Here's an example for Eff<int>:

  bool eq(K<Eff, int> vx, K<Eff, int> vy) => 
      vx.Run().Equals(vy.Run());
  
  MonadLaw<Eff>.assert(eq);

It's pretty simple, it just runs the effect and compares the result.

Examples

You can look at the unit-tests for all of the functor/applicative/monad types in language-ext:

Future

  • More laws tested for more traits!
  • Potentially add these assertions to a Roslyn analyzer (if anyone wants to try, please do!)

Removal of Alternative and SemiAlternative

I have removed Alternative and SemiAlternative traits. I really disliked the name SemiAlternative (which was a combination of SemigroupK and Applicative. I was OK with Alternative (MonoidK and Applicative) but it doesn't make sense without its semigroup partner. So, for now, we will only have SemigroupK and MonoidK (semigroup and monoid that work for K<F, A> rather than A).

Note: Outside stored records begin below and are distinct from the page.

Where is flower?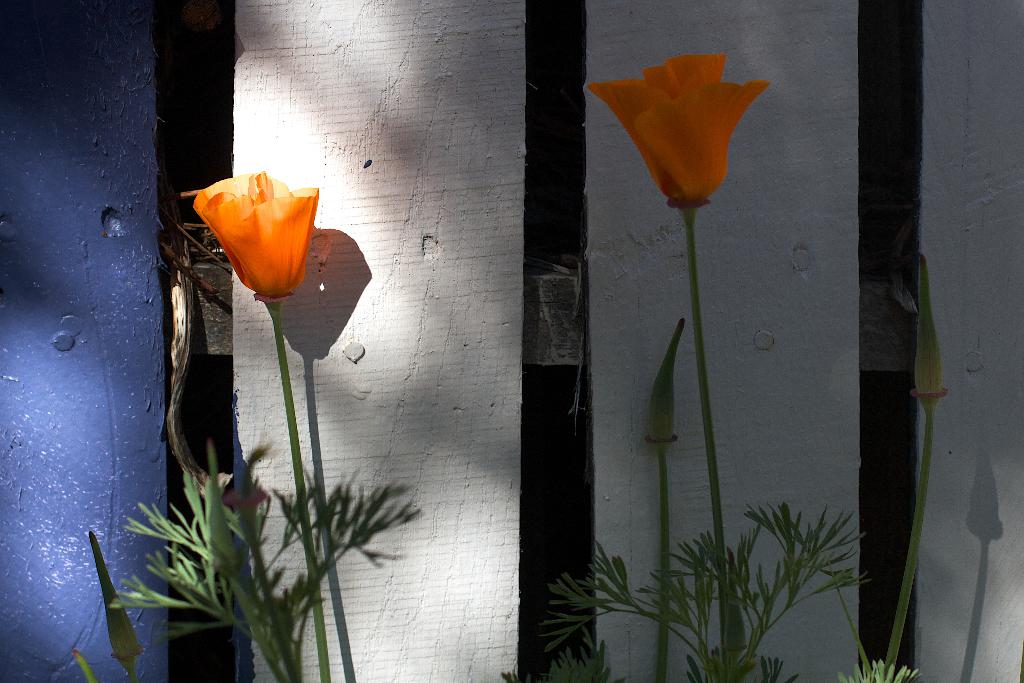
l=584, t=53, r=769, b=223.
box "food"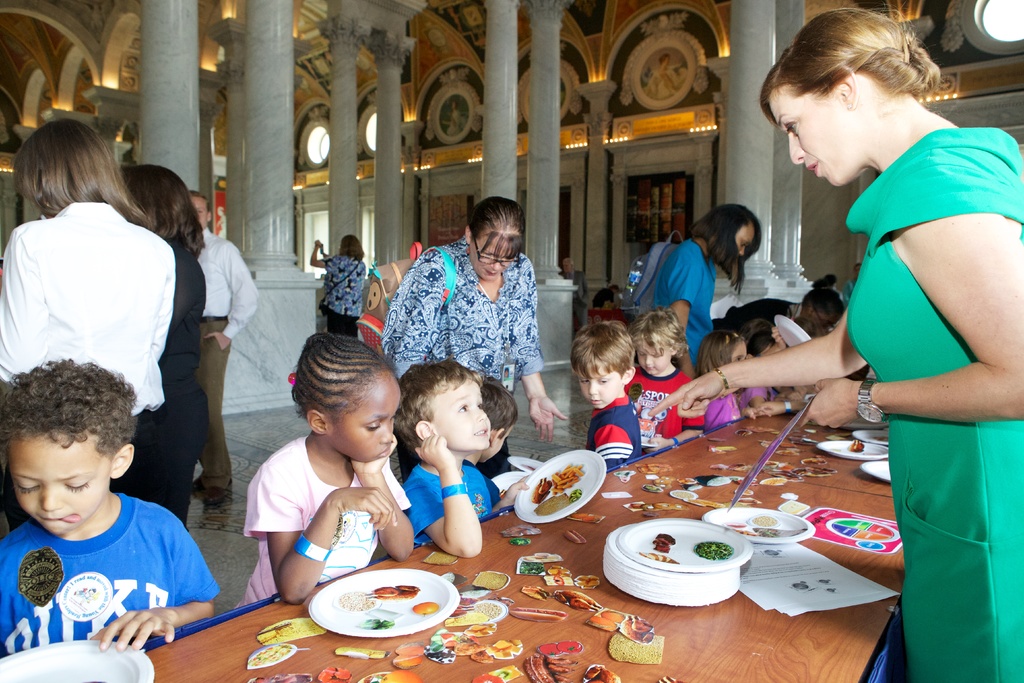
(left=641, top=550, right=680, bottom=561)
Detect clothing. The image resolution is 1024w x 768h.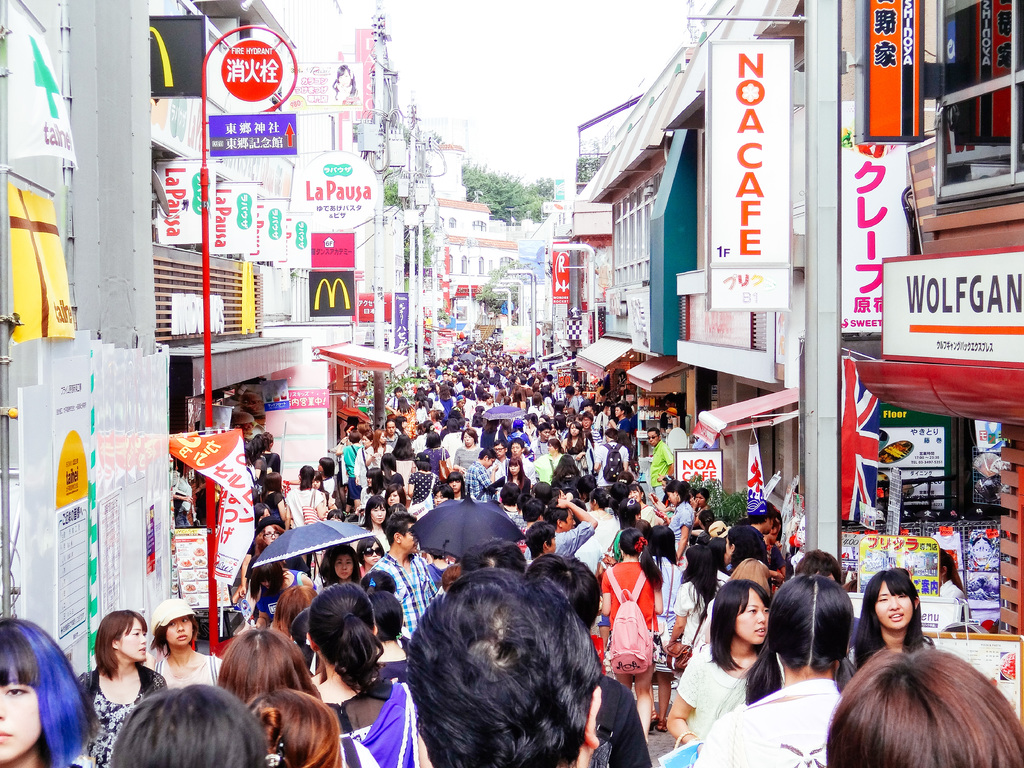
crop(591, 507, 618, 575).
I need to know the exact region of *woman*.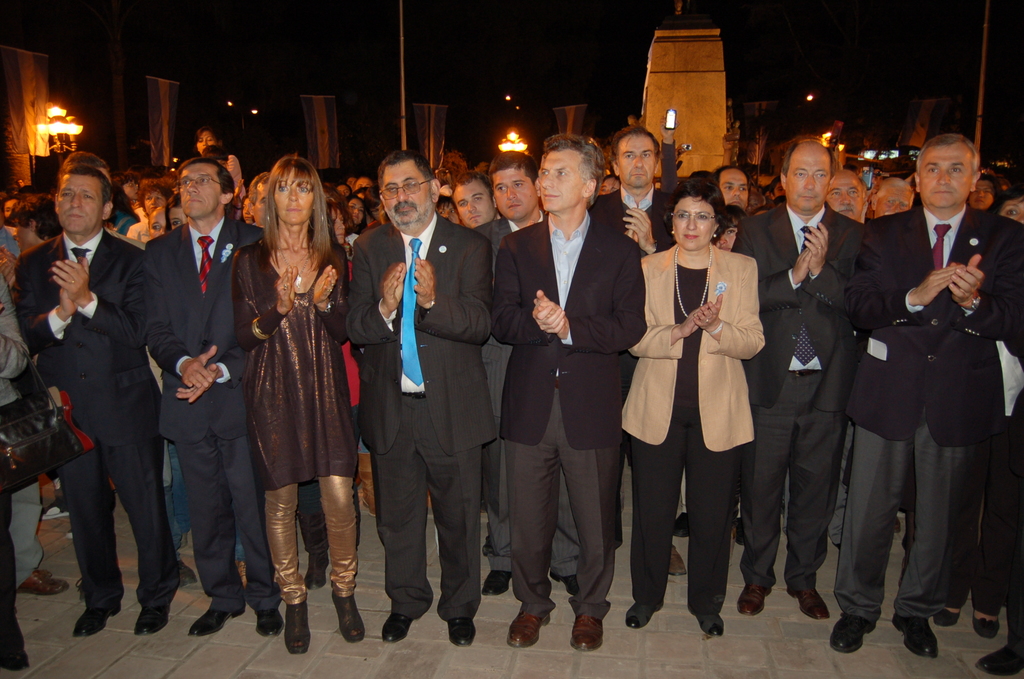
Region: bbox=(621, 181, 767, 629).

I'm still refining the types and am not 100% happy with this, but am short of ideas for better names or approaches. Feel free to let me know what you think.

Pure to pure

The computation types: Reader, ReaderT, State, StateT, Writer, and WriterT have all had their module Pure function renamed to pure -- as it's not strictly a constructor, it simply lifts a pure value into those computations.

RWST

Reader/Write/State monad-transformer. This is still WIP but it should be usable. It just doesn't have all the bells and whistles yet.